Monday, January 7, 2019

What the Heck Is Private Equity Doing in The Tech Biz?

That was the implicit question re: KKR in cybersecurity biggie (67% of the Fortune 500) Optiv Security in Sunday's:
"Former CIA director Petraeus joins KKR backed security firm"
Um, why is private equity backing a "security firm"?
There aren't any assets to strip, or leverage before a bankruptcy bust-out....
It turns out FT Alphaville has part of the answer this morning:

Private equity – tech's best kept secret
In this guest post Victor Basta, managing director of boutique investment bank Magister Advisors and a specialist in the technology sector, examines the surge in private equity-backed late-stage technology funding, and the implications for the sector.

While strategic M&A deals involving large technology companies like Microsoft or Cisco often grab headlines, there is a far more powerful and pervasive trend that accelerated in 2018 and looks set to continue in 2019. Quietly, tech has become a private equity-backed industry.

Tech companies on both sides of the pond are turning to private equtiy (PE) as a serious and even preferable exit route. Over the last 12 months, 75 per cent of the most active “buyers” of $100m+ technology companies have been PE firms. This is despite the fact that the combined cash balances of the “Big Five” tech companies is an eye-watering $330 billion. Today’s most active tech buyers are private equity firms like Silver Lake, Francisco Partners, and Vista Equity. Not Google, Facebook or Amazon. 
A wholesale shift of tech into PE hands has profound implications for the industry’s future. PE firms manage tech companies differently to venture investors, balancing growth with profitability, meaning investment is done at a slower pace -- both in people and technology -- with a reduced risk appetite for major new innovations. Also, PE firms often use debt to part-fund deals, which can only increase tech’s business risk once we head into the next downturn.

The IPO market is also likely to be seriously affected, as tech companies eschew public scrutiny in favour of continued private ownership. Silicon Valley giants Lyft and Uber have waited to reach huge valuations before even considering an IPO. And it remains to be seen whether these IPOs come to fruition, with companies such as Qualtrics and Appdynamics last year opting to sell for a combined $11bn to industry giants, rather than follow through on rumored public offerings -- a move seen as a blow to the credibility of public markets for technology companies....
...MUCH MORE, the comments are interesting as well.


> _ASSIGNED TASK_:
From the line that contains "Read all visible content and emit it as JSON." to the final line of the entries below, write out every line exactly as it appears, and nothing else.

Items from a figure collection
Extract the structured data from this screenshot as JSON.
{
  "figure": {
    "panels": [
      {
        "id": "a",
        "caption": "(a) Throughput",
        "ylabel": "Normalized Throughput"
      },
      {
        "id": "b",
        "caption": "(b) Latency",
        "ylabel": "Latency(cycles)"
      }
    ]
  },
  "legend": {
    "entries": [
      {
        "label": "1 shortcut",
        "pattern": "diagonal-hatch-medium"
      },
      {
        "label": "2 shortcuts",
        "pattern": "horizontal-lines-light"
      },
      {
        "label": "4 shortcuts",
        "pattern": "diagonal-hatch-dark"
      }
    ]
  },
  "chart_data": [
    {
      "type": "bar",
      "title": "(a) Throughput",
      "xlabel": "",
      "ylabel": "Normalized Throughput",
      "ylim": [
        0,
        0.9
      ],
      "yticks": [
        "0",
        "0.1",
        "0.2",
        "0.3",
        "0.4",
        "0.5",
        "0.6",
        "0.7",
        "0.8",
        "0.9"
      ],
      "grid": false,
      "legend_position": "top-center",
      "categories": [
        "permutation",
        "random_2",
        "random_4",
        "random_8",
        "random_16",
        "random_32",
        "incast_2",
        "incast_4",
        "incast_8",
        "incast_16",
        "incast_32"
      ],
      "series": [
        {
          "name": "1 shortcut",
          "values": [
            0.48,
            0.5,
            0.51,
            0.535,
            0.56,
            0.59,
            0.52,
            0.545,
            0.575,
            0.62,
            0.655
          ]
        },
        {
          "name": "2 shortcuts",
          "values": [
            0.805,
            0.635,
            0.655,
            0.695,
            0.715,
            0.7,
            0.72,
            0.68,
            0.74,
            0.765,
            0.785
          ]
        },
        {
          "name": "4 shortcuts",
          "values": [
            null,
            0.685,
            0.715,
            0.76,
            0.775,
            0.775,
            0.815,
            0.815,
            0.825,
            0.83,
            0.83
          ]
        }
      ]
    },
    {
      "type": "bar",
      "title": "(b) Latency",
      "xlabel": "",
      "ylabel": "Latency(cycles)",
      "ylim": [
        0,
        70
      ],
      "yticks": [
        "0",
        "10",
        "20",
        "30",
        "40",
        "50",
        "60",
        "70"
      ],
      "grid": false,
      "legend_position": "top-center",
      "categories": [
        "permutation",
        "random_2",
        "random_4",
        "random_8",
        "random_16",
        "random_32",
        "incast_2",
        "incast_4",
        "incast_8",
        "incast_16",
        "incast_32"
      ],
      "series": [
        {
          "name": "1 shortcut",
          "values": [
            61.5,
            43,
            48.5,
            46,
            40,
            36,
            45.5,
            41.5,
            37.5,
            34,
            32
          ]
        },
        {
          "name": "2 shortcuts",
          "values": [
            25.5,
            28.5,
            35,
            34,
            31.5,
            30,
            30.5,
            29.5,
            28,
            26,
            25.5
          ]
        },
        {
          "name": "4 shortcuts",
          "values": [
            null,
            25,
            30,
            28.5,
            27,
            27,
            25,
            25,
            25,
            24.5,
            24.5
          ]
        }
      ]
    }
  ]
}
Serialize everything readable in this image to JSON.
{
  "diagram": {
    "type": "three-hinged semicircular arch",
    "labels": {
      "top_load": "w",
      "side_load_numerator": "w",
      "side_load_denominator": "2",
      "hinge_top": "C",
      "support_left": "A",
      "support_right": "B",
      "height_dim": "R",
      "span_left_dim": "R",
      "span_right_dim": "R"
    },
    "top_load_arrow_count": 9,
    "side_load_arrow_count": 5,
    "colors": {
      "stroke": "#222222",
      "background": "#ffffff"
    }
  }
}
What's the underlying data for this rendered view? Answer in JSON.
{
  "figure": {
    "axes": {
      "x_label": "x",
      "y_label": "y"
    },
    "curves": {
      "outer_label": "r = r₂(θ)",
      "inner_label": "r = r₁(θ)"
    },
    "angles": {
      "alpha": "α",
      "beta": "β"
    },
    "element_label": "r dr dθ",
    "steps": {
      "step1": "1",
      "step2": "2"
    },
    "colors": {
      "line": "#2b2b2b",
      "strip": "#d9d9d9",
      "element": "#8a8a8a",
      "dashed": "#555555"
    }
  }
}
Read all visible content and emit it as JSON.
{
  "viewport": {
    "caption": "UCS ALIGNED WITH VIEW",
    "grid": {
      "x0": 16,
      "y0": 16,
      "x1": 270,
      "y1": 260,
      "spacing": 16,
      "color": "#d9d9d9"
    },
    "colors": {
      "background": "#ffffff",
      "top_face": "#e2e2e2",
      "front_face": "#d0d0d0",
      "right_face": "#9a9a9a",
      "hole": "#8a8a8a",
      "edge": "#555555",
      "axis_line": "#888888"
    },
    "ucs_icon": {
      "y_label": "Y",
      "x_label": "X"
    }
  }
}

> _COMPLETED TASK_:
Read all visible content and emit it as JSON.
{
  "viewport": {
    "caption": "UCS ALIGNED WITH VIEW",
    "grid": {
      "x0": 16,
      "y0": 16,
      "x1": 270,
      "y1": 260,
      "spacing": 16,
      "color": "#d9d9d9"
    },
    "colors": {
      "background": "#ffffff",
      "top_face": "#e2e2e2",
      "front_face": "#d0d0d0",
      "right_face": "#9a9a9a",
      "hole": "#8a8a8a",
      "edge": "#555555",
      "axis_line": "#888888"
    },
    "ucs_icon": {
      "y_label": "Y",
      "x_label": "X"
    }
  }
}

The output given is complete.